Nothing Mamo did was ever right in the man’s eyes. Mamo always came home too late or too early. He didn’t latch the door properly. He forked down too little hay from the stack, or too much. On Saturdays, when he loaded the donkey with sacks of grain for the farmer to take to market, the load slipped because it was too loose, or it chafed the donkey’s back because it was too tight. Mamo cowered every time the man came near him, dreading the vicious thump of the stick on his back.
He didn’t understand, either, why Tesfaye seemed to hate him so much. The boy would come back breathless after his long run home from school every day, and lean against the wall of the house, watching Mamo at his evening chore of sweeping out the barn.
‘Muck sticks to muck,’ he’d say. ‘Don’t you dare come near me. There’s shit in your hair and shit in your armpits and shit between your toes.’

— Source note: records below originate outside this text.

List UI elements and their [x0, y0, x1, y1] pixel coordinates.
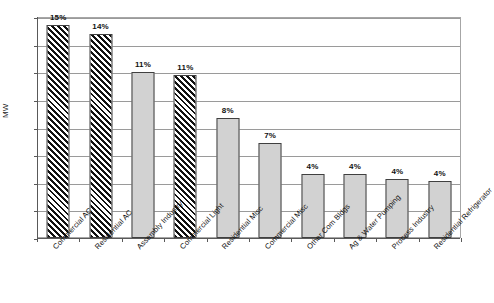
x-tick-mark	[37, 238, 38, 242]
bar-data-label: 14%	[92, 22, 109, 31]
bar-data-label: 4%	[307, 162, 319, 171]
x-tick-mark	[249, 238, 250, 242]
bar[interactable]	[131, 72, 154, 238]
bar-slot: 15%	[37, 17, 79, 238]
x-tick-mark	[122, 238, 123, 242]
bar-slot: 8%	[207, 17, 249, 238]
x-tick-mark	[164, 238, 165, 242]
bar-data-label: 11%	[135, 60, 151, 69]
bar-data-label: 7%	[264, 131, 276, 140]
x-tick-mark	[79, 238, 80, 242]
x-tick-mark	[461, 238, 462, 242]
bars-group: 15%14%11%11%8%7%4%4%4%4%	[37, 17, 461, 238]
bar-slot: 14%	[79, 17, 121, 238]
bar-slot: 4%	[291, 17, 333, 238]
bar[interactable]	[259, 143, 282, 238]
bar-data-label: 4%	[434, 169, 446, 178]
bar-data-label: 4%	[349, 162, 361, 171]
x-tick-mark	[376, 238, 377, 242]
bar[interactable]	[89, 34, 112, 238]
x-tick-mark	[291, 238, 292, 242]
x-tick-mark	[207, 238, 208, 242]
bar[interactable]	[216, 118, 239, 238]
bar-data-label: 15%	[50, 13, 67, 22]
bar-data-label: 11%	[177, 63, 193, 72]
bar-data-label: 4%	[391, 167, 403, 176]
bar-slot: 4%	[419, 17, 461, 238]
bar-slot: 4%	[334, 17, 376, 238]
x-tick-mark	[419, 238, 420, 242]
bar[interactable]	[47, 25, 70, 238]
bar-slot: 7%	[249, 17, 291, 238]
bar[interactable]	[174, 75, 197, 238]
x-tick-mark	[334, 238, 335, 242]
y-axis-title: MW	[1, 103, 10, 118]
bar-slot: 11%	[122, 17, 164, 238]
bar-data-label: 8%	[222, 106, 234, 115]
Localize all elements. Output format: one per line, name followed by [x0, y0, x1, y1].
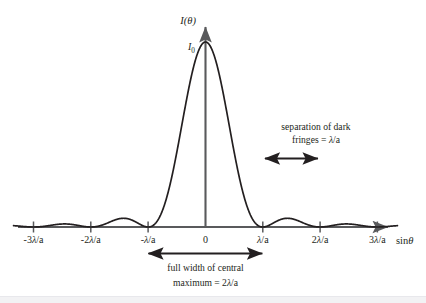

Only one thing would shut Tesfaye up. His father’s curt growl from inside the house would make him stiffen, and he’d throw one more malevolent glance at Mamo before hurrying obediently inside.
The worst thing was that Mamo was always hungry. He thought of food all the time, from the moment he woke up in the morning till the moment he went to sleep at night.
For the first week or two, the farmer’s wife had seemed to resent feeding him at all. She had given him the barest scraps left on the dish when everyone else had eaten, and an occasional length of sugar cane or a corn cob to chew on.
One day, when she had put only a tiny handful of food into his cupped palms, his eyes had filled with tears. He felt them splash down his cheeks as he looked up at her.
She had stared down at him for a brief moment, and he had seen a flicker of pity in her eyes. She had lifted some of the food from the small amount reserved for herself and given it to him.
‘Perhaps next year, if God is good and the harvest is better, there’ll be more for all of us,’ she had murmured, then she’d leaned down to quieten the toddler, who was crying on the floor.
It was a bit better after that. She saw to it that Mamo had just enough to keep body and soul together, though it never filled his belly, and it was never as much as she gave to Tesfaye, who was ravenously hungry every night after his five-mile run to school in the morning and five-mile run home every afternoon, and who frowned jealously at every scrap of food that made its way into Mamo’s mouth.
The herd boys Hailu and Yohannes, though their mothers sent them out every morning with something to eat for the middle of the day, were endlessly hungry too. They were always on the lookout for ripe prickly pears, and when the chickpeas were nearly ready for harvest in the fields, they would surreptitiously help themselves to a few plants at a time, stripping off the crunchy green peas and eating them raw, one at a time, relishing their sharp bitter flavour.
‘What a dump the countryside is. Everyone’s always hungry here,’ Mamo said one day, furiously flinging away a prickly pear that had turned out to be rotten inside.
‘It’s not always like this,’ Hailu said defensively. He’d started to get annoyed when Mamo criticized country life. ‘The rains failed last year, that’s all. It’ll be OK next year.’
Little Yohannes never seemed to notice these moments of tension.
‘Let’s play that game again,’ he’d say sunnily. ‘You know, riding motorbikes like you showed us, Mamo. Like what they do in Addis.’
Mamo couldn’t help liking Yohannes. He couldn’t help smiling back into his cheerful round face, or laughing at his voice. Yohannes had a lisp at the moment, since his two top front teeth had fallen out, and the new ones had only just started growing through.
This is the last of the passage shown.